Yes to both. Through the Home Buyers’ Plan, you can withdraw up to $60,000 from your RRSP tax-free toward a first home ($120,000 for a couple). Through the FHSA, you can accumulate up to $40,000 lifetime in tax-deductible, tax-free savings specifically for a home purchase. You can also use both programs together to maximize your down payment.
Can I avoid CMHC insurance in Alberta?
Yes — put down 20% or more of the purchase price. At 20% down, mortgage default insurance isn’t required, which means no CMHC premium. That said, Alberta’s lower price points relative to Vancouver or Toronto make the minimum down payment more manageable, and many buyers choose to get in sooner rather than wait to save a larger amount.

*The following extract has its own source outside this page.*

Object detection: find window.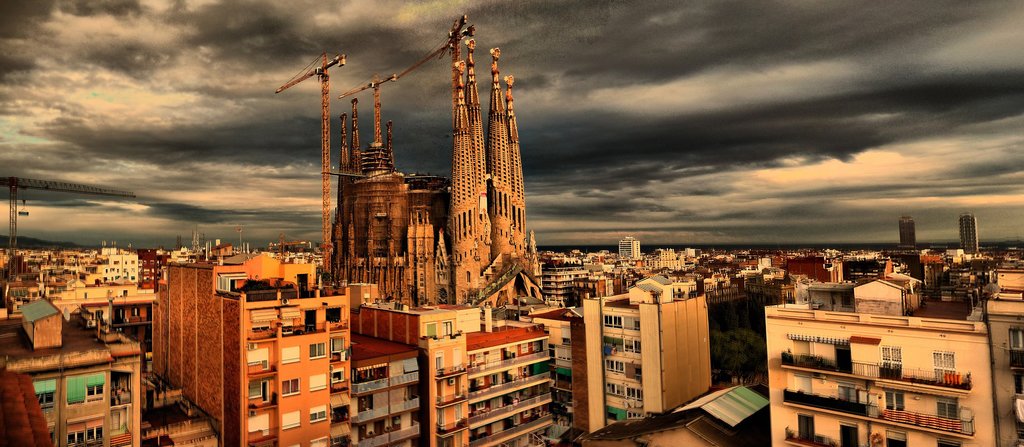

Is there a first-time-buyer provincial grant in Alberta?
Not at the provincial level. Alberta does not currently offer a province-wide first-time-buyer grant, rebate, or tax credit. The benefit is structural rather than program-based — the absence of a land transfer tax means you close with thousands more in your pocket than you would in most other provinces. Some cities (Edmonton, Calgary) run their own programs; check with your local municipality.
Sources
- Canada Mortgage and Housing Corporation (CMHC) — mortgage loan insurance, premium rates, and minimum down payment rules.
- Government of Alberta — Land Titles — Land Titles registration fee schedule and property registration information.
- Canada.ca — First Home Savings Account (FHSA) — contribution limits, tax treatment, and withdrawal rules.
- Canada.ca — Home Buyers’ Plan (HBP) — withdrawal limits, eligibility, and repayment rules.
- Canada.ca — First-Time Home Buyers’ GST/HST Rebate — eligibility criteria, home value thresholds, and how to apply.
This page is for general information, not financial advice. Figures are estimates as of June 2026 and change over time — confirm the current numbers with your lender, mortgage broker, or lawyer before you commit.